When Bill Clinton was president, he appointed Ann Brown to chair the [tag]Consumer Product Safety Co[/tag]mmission. The panel doesn’t get a lot of ink, but it’s responsible for reviewing thousands of consumer products to see which, if any, pose a health risk and might need to be recalled. Brown had spent 20 years as a consumer advocate and served as vice president of the Consumer Federation of America, so she was a logical choice, who ended up doing a fine job.
Then [tag]Bush[/tag] was elected. He nominated [tag]Hal Stratton[/tag].
A former state representative and attorney general in New Mexico, Hal [tag]Stratton[/tag] never asked for his current job, protecting American citizens from such dangers as lead-laced toy jewelry and flammable Halloween costumes. Instead, the former geology major who went on to co-chair the local Lawyers for Bush during the 2000 campaign initially wanted a job in the Interior Department. “That didn’t work out,” he told the Albuquerque Journal, “but I told them, ‘Don’t count me out’ … and they came up with this.” […]
[Now Stratton has] a track record: rare public hearings and a paucity of new safety regulations, as well as regular (often industry-sponsored) travels to such destinations as China, Costa Rica, Belgium, Spain, and Mexico. But at least Stratton won’t let personal bias influence him: Despite saying that he wouldn’t let his own daughters play with water yo-yos — rubber toys that are outlawed in several countries because of concerns that children could be strangled by them — he refused to ban them in the United States.

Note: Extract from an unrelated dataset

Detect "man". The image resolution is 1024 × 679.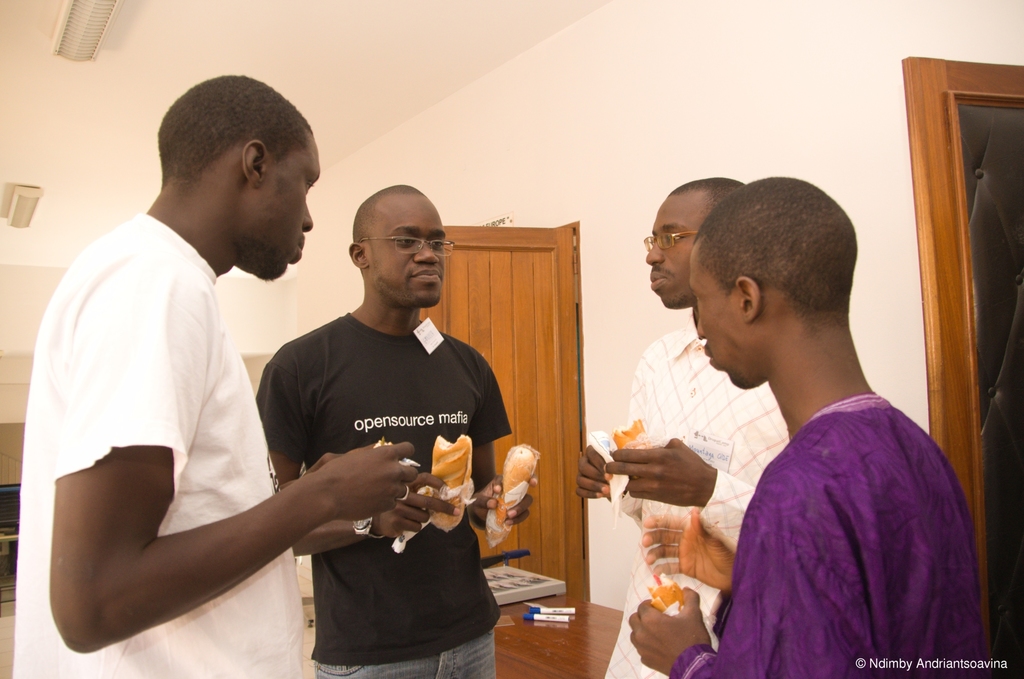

It’s classic [tag]Bush[/tag] governing. Take a reasonably important government post that helps protect consumer safety, hand it over to a partisan [tag]hack[/tag] with no credible experience, and watch the public agency stop working.
I’m pleased to report that Stratton submitted his resignation yesterday, not because anyone in the White House wanted him out, but because Stratton intends to “pursue other interests.” If recent history is any guide, the president will find someone equally unqualified to replace him.
It’s just the way the administration works, or in this case, doesn’t.